Porsche 906 (chassis #129) at the Porsche Festival at Eynsham Hall, 2006

The ex-Mike de ‘Udy Carrera Six #129 is a fine example of the 906, a classic Porsche customer race car. Like most of the privately owned 906s, its early competition record is nothing special, but #129 has at least a solid traceable history and also the merit of its original ZF gearbox and an original Carrera Six engine, (not the original which de Udy characteristically managed to break, but a fuel-injected unit from the 906’s second season). Chassis #129 has moreover a largely original chassis and body. Thanks to many years of storage followed by a sympathetic restoration, it not only looks the part, but performs as it should, as its Le Mans Classic performance showed. always go best when driven regularly (and properly)! Our thanks to the owner and to Adrian Hamilton and Doug Mitchell of Duncan Hamilton Ltd, for their advice and assistance. www.porscheroadandrace.com

Paul Howells (in white T-shirt) attends to his Porsche 906 (chassis #129) at the Porsche Festival at Eynsham Hall, 2006

Editor’s note – Paul Howells recalls

“I owned and raced #906-129, the ex-Mike de ‘Udy car, for five years.
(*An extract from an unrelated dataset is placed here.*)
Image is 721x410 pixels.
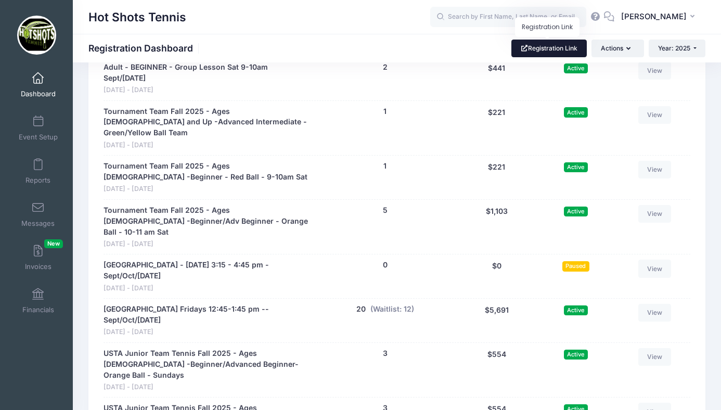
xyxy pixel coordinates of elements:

It was great fun to drive, but dangerous to race properly by today’s standards of safety, because it just had a lightweight tube frame that left you with exposed feet, and you had a fuel tank either side of you! The top of the left fuel tank even had a cut out for Mike’s cigarettes and a rag! I was clocked through the speed trap at night in the 2008 Le Mans Classic at 158mph. We finished the Le Mans Classic in fourth place on my first time at Le Mans. The car ran well apart from wearing one of the fuel tank straps through on the curbs of Le Mans in the last race. They were fragile cars that vibrated themselves to pieces if you did not keep on top of them. You could see the screws in the rear Plexi-glass turning in the rear-view mirror while www.porscheroadandrace.com

driving flat out down the Mulsanne Straight! It’s the only race car I have owned into which I fitted a double fire extinguisher system – that says it all!”